MinGW and MinGW-64/MSYS2 are just as inscrutable, fragile and new-user-hostile. The fact that you have to choose between MinGW (which has a 64 bit version) or MinGW64 (completely separate codebases maintained by different people as far as I can tell) is just the first in a long obstacle course of decisions, traps, and unexplained acronyms/product names. There are dozens of different versions, pre-built toolchains and packages to throw you off-course if you choose the wrong one.
If you're just a guy trying to compile a C application on Windows, and you end up on the mingw-w64 downloads page, it's not exactly smooth sailing: https://www.mingw-w64.org/downloads/
I would guess that there needs to be a clear, cheap, easy to use alternative to discord in order for a large numbers of communities to move over. It probably has to be a single clear alternative as well – multiple will exacerbate the decision cost
> > Microsoft has now confirmed in a statement to The Verge that it has received this negative feedback loud and clear, and is planning to make some important changes in 2026.
This line isn't in the article or the archived version of the article you linked - where did it come from?
I’m not sure it’s quite fair to call this hypocrisy. Lumo was introduced separately after the Proton Unlimited subscription, and it was never claimed to be included in Unlimited (they also have a handful of other products like Standard Notes that are not included)
Funny, I disagree. I think copilot truly sucks compared to the other options. But you can uninstall copilot, so I don’t see why it bothers people at all.
I can't figure this one out - is it only a browser extension? The site keeps trying to trick me into installing a browser extension, which seems incredibly sketchy
Have you upgraded to the new .mdc file format? I didn't get around to .cursorrules before this format came out, but I'm finding .mdc is reliable if configured well (e.g. with the right file extensions)
This rings so completely true to me. Every time I notice a reproducible bug and try to report it to Apple I'm stunned by how difficult they make the process. Even reporting something as basic as incorrectly transcribed podcasts is an awful experience.
Triaging and categorising bug reports at scale really feels like something LLMs should be able to assist with significantly.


Your assignment » Going through the material below, please gather all lines with the word "ratio" in them.

Data under study »
Start of Block

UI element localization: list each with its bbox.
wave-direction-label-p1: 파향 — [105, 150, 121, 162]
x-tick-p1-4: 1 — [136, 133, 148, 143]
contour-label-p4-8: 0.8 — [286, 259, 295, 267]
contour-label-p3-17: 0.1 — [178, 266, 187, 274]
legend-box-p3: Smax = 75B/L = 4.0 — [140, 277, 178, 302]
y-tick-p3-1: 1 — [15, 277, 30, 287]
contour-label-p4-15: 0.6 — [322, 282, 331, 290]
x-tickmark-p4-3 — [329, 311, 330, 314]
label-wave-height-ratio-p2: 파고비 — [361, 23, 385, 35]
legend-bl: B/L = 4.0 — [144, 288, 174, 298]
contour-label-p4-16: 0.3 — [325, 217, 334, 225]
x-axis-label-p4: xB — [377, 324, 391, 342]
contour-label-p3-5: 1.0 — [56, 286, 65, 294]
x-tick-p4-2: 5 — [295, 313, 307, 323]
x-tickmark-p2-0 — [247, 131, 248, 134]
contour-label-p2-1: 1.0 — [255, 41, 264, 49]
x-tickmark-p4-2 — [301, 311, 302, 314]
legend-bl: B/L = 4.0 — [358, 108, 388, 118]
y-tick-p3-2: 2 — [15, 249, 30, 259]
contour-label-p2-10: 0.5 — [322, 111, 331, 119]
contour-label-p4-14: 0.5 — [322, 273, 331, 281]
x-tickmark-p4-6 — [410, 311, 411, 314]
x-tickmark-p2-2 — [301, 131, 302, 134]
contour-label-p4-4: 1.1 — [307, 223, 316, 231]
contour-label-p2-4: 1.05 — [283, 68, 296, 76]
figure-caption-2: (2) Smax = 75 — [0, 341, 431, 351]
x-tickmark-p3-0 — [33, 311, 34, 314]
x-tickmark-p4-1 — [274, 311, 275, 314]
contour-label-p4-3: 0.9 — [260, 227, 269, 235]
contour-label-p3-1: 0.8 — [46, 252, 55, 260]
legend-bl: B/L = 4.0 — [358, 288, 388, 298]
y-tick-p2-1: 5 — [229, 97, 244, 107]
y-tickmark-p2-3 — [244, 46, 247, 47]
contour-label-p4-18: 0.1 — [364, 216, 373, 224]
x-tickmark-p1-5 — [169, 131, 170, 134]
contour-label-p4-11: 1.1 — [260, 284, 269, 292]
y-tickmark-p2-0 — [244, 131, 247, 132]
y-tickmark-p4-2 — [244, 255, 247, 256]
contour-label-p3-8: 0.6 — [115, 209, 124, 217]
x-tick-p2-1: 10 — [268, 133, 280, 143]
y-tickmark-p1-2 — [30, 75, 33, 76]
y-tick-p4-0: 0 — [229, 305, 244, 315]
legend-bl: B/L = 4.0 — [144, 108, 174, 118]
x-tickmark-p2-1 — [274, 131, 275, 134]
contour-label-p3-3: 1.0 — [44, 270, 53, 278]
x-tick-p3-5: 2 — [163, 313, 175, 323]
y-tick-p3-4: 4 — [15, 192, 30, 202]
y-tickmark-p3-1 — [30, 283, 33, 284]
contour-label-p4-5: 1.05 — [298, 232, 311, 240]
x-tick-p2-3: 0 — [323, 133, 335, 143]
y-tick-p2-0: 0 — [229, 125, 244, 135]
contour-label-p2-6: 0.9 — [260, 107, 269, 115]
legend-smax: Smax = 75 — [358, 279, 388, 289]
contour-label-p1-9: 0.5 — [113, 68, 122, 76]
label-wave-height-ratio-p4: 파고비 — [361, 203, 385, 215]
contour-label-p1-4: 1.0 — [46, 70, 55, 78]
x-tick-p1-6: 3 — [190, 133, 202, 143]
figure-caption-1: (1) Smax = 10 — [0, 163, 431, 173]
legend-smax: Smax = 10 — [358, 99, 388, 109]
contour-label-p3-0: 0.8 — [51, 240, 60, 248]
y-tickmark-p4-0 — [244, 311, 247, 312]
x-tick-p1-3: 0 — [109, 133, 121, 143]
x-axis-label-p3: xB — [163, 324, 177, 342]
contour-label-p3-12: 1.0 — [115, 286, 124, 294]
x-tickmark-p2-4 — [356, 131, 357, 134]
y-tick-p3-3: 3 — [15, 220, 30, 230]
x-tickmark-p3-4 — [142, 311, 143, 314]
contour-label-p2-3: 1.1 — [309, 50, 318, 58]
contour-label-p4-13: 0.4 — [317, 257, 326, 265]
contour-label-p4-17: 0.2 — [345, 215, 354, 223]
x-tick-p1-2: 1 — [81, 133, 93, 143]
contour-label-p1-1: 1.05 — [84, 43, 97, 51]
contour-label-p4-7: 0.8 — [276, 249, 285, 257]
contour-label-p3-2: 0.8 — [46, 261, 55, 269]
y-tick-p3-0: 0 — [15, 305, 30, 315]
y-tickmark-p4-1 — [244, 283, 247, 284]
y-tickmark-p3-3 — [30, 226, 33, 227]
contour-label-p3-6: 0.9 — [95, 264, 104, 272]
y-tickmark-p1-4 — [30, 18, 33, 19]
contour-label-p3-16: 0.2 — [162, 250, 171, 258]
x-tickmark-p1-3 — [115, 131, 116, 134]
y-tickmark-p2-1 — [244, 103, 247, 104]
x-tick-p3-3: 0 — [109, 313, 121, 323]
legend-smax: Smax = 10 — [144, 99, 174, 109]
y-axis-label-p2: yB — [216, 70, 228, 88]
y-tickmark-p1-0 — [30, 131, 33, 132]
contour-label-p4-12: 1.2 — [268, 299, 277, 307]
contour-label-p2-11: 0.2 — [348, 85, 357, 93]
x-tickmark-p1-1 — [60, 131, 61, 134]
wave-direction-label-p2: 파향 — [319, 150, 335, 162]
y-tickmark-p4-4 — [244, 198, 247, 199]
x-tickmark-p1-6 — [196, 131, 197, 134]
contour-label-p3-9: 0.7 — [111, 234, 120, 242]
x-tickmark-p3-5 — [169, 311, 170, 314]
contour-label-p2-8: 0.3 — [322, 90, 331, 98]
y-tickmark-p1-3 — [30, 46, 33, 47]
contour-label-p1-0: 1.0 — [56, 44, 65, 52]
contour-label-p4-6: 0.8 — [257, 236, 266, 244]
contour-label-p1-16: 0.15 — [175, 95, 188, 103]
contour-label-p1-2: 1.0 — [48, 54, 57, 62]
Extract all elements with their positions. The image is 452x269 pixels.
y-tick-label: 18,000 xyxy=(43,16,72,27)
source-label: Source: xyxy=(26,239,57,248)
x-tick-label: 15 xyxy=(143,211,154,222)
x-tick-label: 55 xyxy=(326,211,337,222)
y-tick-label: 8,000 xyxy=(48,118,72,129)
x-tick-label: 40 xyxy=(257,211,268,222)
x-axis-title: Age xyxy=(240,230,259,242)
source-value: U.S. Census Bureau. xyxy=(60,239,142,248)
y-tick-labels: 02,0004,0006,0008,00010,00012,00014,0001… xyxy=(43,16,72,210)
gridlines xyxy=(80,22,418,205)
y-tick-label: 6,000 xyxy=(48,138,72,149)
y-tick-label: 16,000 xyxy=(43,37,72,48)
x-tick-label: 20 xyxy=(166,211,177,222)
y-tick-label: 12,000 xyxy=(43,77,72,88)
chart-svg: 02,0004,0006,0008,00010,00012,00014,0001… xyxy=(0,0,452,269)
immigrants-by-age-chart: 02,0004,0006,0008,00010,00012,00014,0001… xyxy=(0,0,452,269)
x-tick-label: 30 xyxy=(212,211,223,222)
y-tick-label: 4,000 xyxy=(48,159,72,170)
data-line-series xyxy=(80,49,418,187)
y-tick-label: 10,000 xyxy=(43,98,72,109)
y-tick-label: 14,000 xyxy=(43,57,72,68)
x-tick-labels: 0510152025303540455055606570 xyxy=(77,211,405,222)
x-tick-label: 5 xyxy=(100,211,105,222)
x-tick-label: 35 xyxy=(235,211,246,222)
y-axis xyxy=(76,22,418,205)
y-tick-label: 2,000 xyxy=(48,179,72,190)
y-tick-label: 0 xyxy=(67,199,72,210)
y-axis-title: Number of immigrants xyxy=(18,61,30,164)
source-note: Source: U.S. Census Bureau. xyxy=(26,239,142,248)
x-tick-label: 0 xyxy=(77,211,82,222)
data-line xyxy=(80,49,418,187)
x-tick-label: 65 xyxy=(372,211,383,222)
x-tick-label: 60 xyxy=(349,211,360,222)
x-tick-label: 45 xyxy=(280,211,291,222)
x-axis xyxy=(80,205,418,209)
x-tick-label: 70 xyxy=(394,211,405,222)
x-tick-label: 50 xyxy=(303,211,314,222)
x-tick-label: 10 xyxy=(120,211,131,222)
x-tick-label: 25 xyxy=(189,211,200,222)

End of Block

Result »
label-wave-height-ratio-p2: 파고비 — [361, 23, 385, 35]
label-wave-height-ratio-p4: 파고비 — [361, 203, 385, 215]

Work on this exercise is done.